George Eliot Quotes
Speech is often barren; but silence also does not necessarily brood over a full nest. Your still fowl, blinking at you without remark, may all the while be sitting on one addled egg; and when it takes to cackling will have nothing to announce but that addled delusion.
George Eliot
Quotes to Explore
I'm never happy with what I've written. You imagine, before you start, there's a cathedral, and the moment it starts on the page, it's a garden shed. And then you just try to make it the best shed you can.
Sadie Jones
I kind of do think of myself as a superhero and just flying high, and doing these crazy flips.
Gabby Douglas
I'm a magpie in my fiction, taking whatever looks shiny and curious to line the nest of my story.
Walter Kirn
I like how the other guys are stepping up.
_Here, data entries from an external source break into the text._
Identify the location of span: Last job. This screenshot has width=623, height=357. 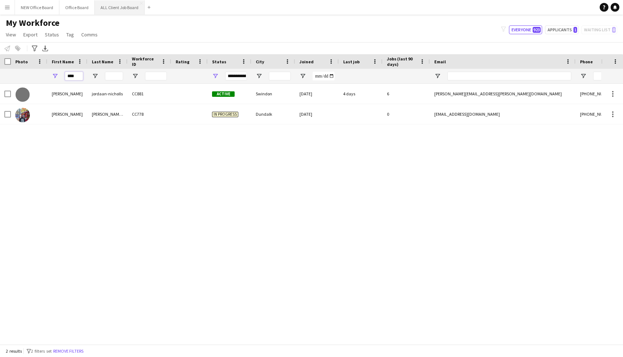
(351, 62).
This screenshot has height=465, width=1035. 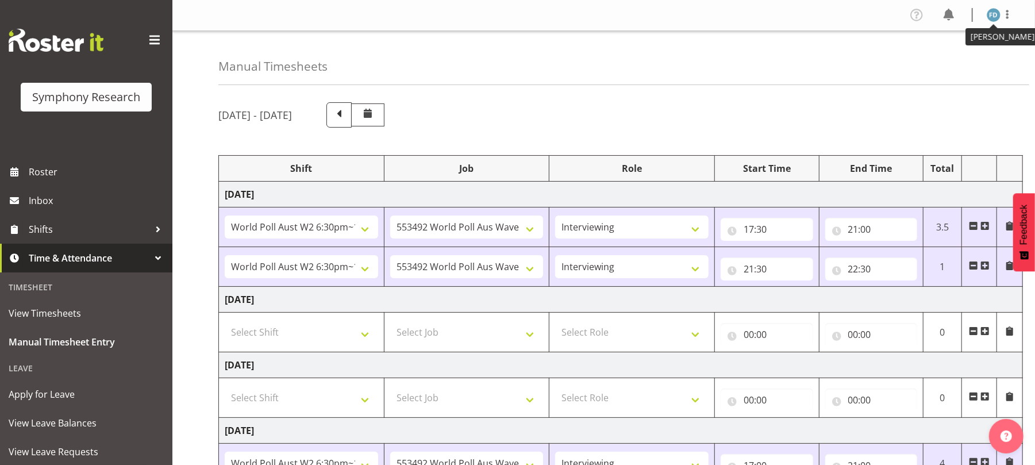 What do you see at coordinates (943, 168) in the screenshot?
I see `div: Total` at bounding box center [943, 168].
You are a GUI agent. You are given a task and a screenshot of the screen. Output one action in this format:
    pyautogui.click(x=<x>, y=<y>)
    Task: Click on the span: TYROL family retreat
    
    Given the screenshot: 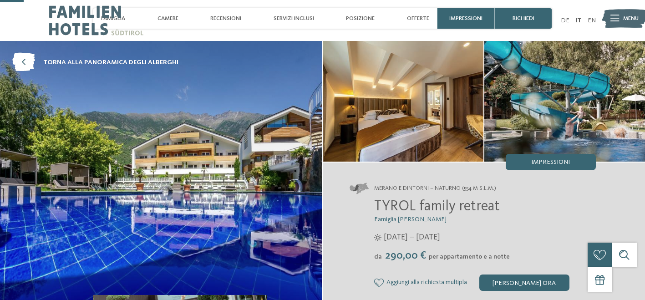 What is the action you would take?
    pyautogui.click(x=437, y=207)
    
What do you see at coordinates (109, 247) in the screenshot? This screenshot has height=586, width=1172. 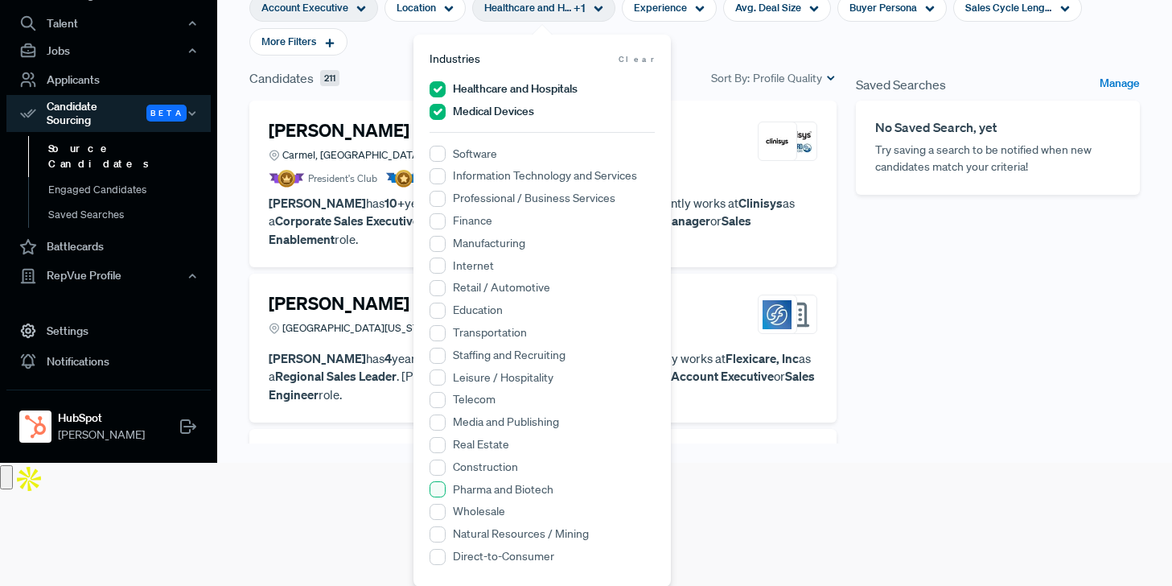 I see `a: Battlecards` at bounding box center [109, 247].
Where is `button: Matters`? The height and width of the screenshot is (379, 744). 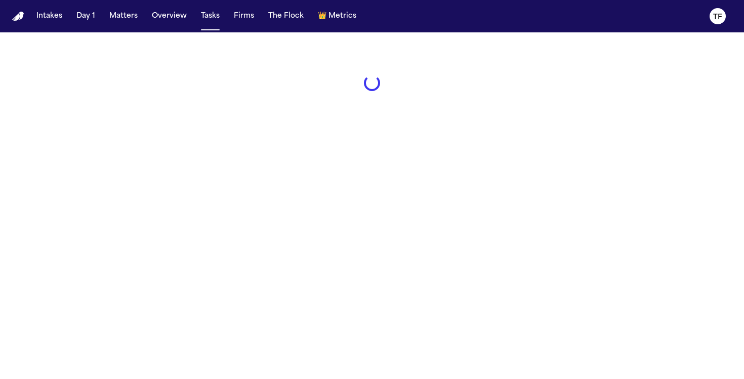
button: Matters is located at coordinates (123, 16).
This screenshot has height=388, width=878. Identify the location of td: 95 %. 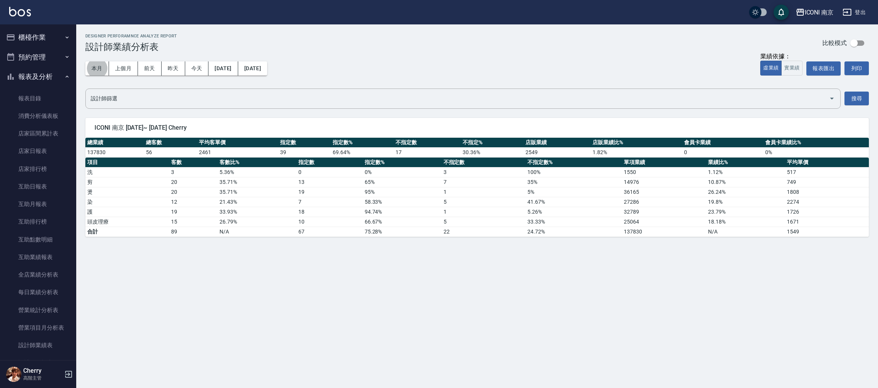
(402, 192).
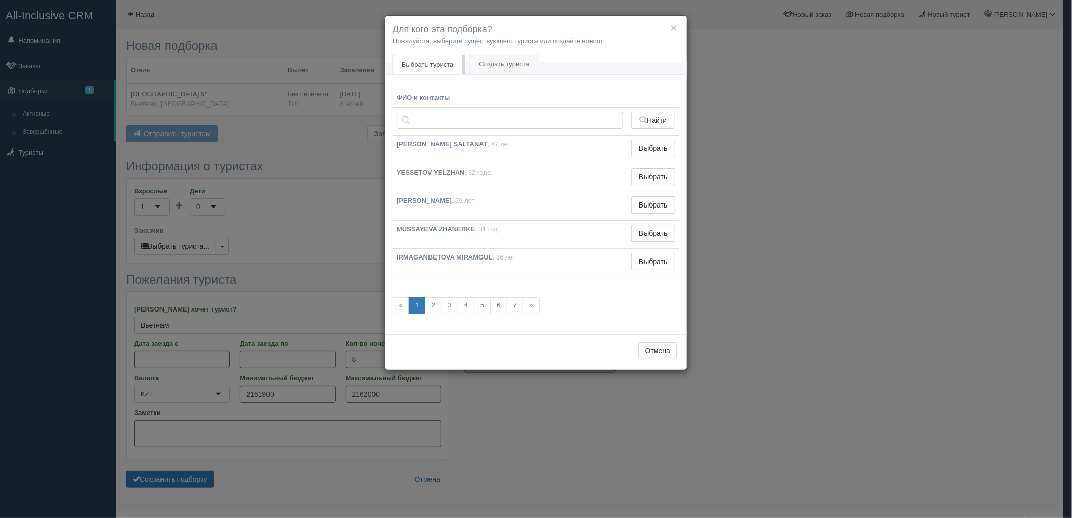 This screenshot has width=1072, height=518. I want to click on a: 2, so click(433, 305).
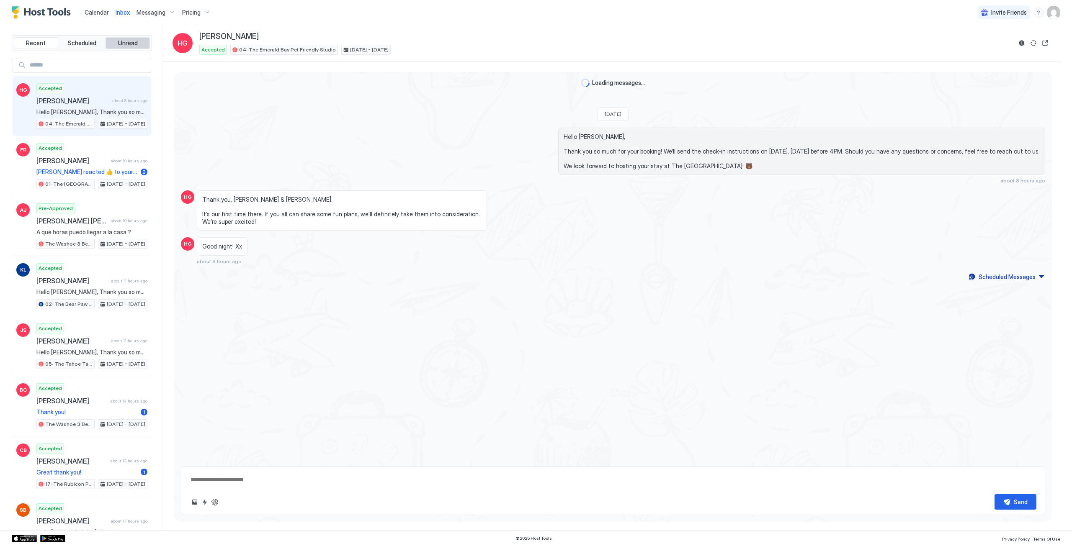 This screenshot has width=1072, height=546. What do you see at coordinates (23, 210) in the screenshot?
I see `span: AJ` at bounding box center [23, 210].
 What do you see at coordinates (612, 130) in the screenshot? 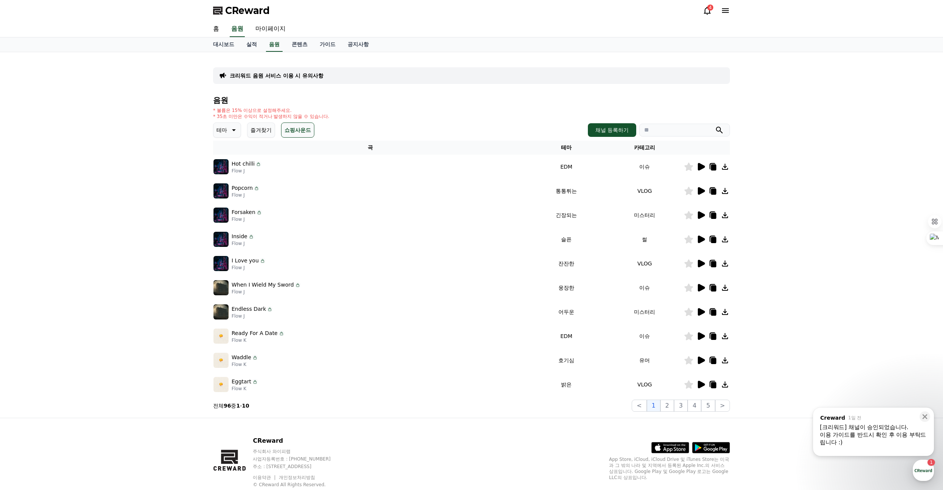
I see `button: 채널 등록하기` at bounding box center [612, 130].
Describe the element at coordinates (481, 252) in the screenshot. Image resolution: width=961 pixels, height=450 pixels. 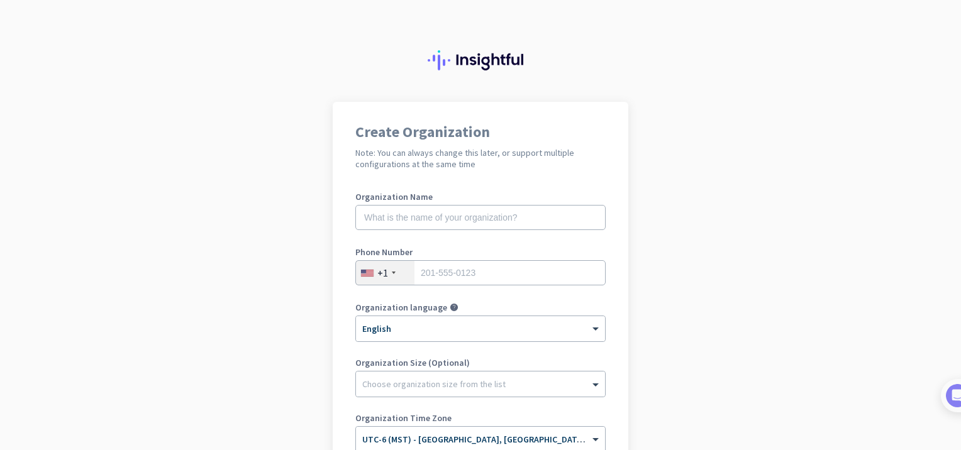
I see `label: Phone Number` at that location.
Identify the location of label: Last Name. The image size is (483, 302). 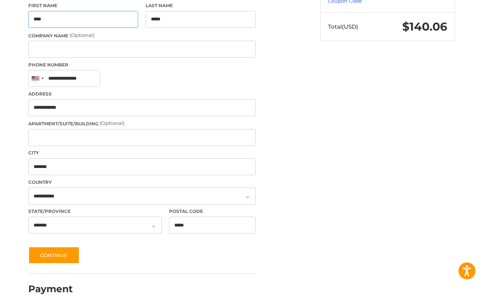
(201, 6).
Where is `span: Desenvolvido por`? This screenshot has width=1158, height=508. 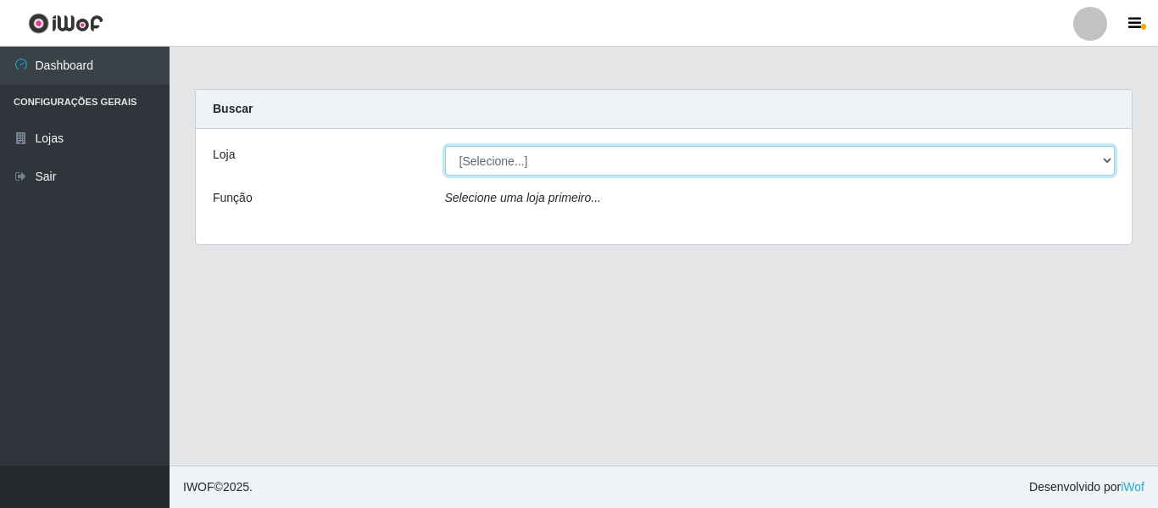
span: Desenvolvido por is located at coordinates (1087, 487).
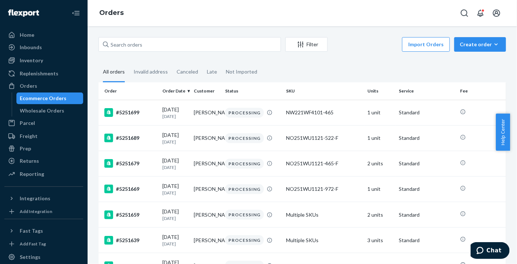  I want to click on div: #5251659, so click(131, 215).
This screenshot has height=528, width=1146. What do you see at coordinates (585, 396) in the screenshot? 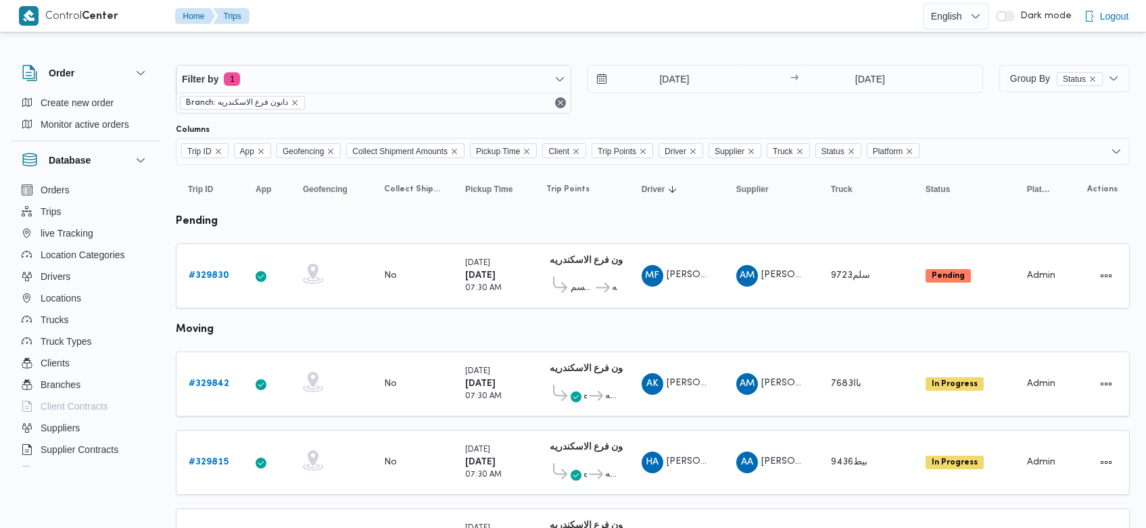
I see `span: اول المنتزه` at bounding box center [585, 396].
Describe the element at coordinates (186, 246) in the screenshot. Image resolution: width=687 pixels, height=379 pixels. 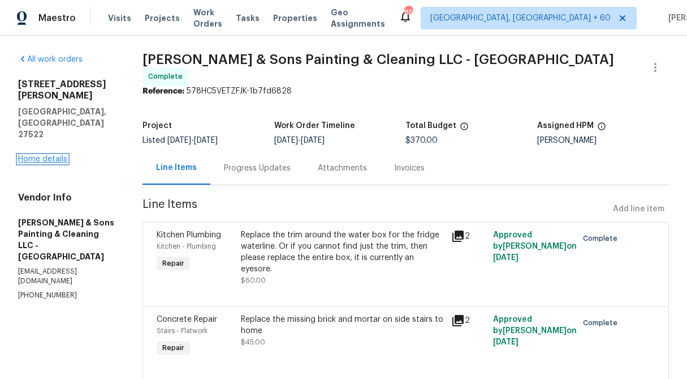
I see `span: Kitchen - Plumbing` at that location.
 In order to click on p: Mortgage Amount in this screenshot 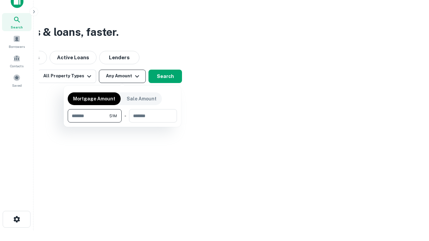, I will do `click(94, 99)`.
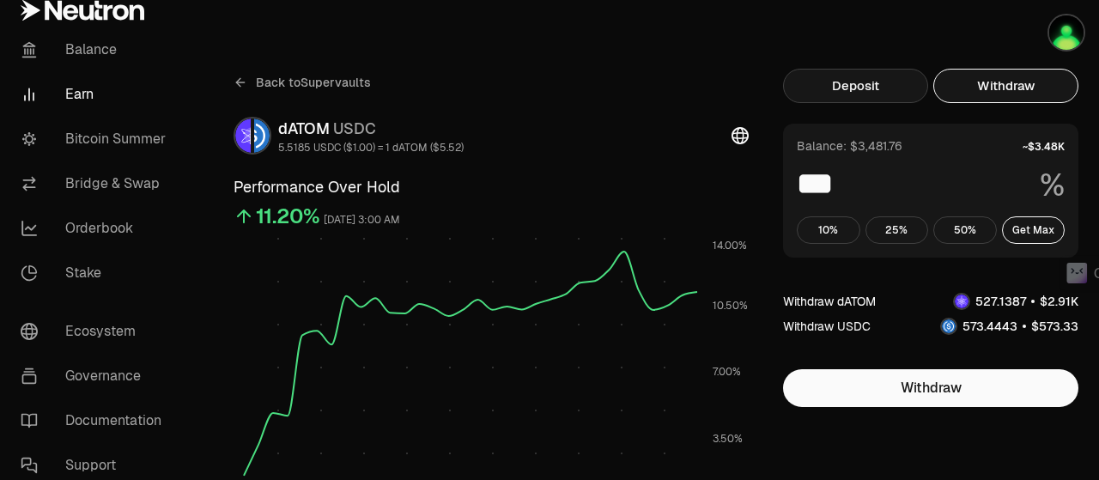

If we keep this up, then Bell does not have to score 25 points a game for us to win.
Pat Williams
You take stuff from different places, and sometimes you stick a line in because it rhymes, not because it makes sense.
Van Morrison
Administrators are there because of the fans and the cricketers to run this game, so credibility of a game, or a board, or even a government for that matter, is important irrespective of what you do. If you are in public life, it is important.
Rahul Dravid
When I hosted the dinner I served fast food hamburgers. It had nothing to do with black, white, purple, yellow, green race. it had nothing to do with Tiger or his family or his golf game.
Fuzzy Zoeller
I feel like I'd have a different approach to football now after doing music.
Vance Joy
The want of money is the root of all evil.
Samuel Butler
As for opportunities, there is room for improved product quality and better service and raising our technology standard. In addition, we should have a certain share of the global market. However, we should consider new industries, such as resource development.
Liang Wengen
I had a feeling that my generation-and me, also-we were naked. We did not belong to anything.
Aharon Appelfeld
Speech is often barren; but silence also does not necessarily brood over a full nest. Your still fowl, blinking at you without remark, may all the while be sitting on one addled egg; and when it takes to cackling will have nothing to announce but that addled delusion.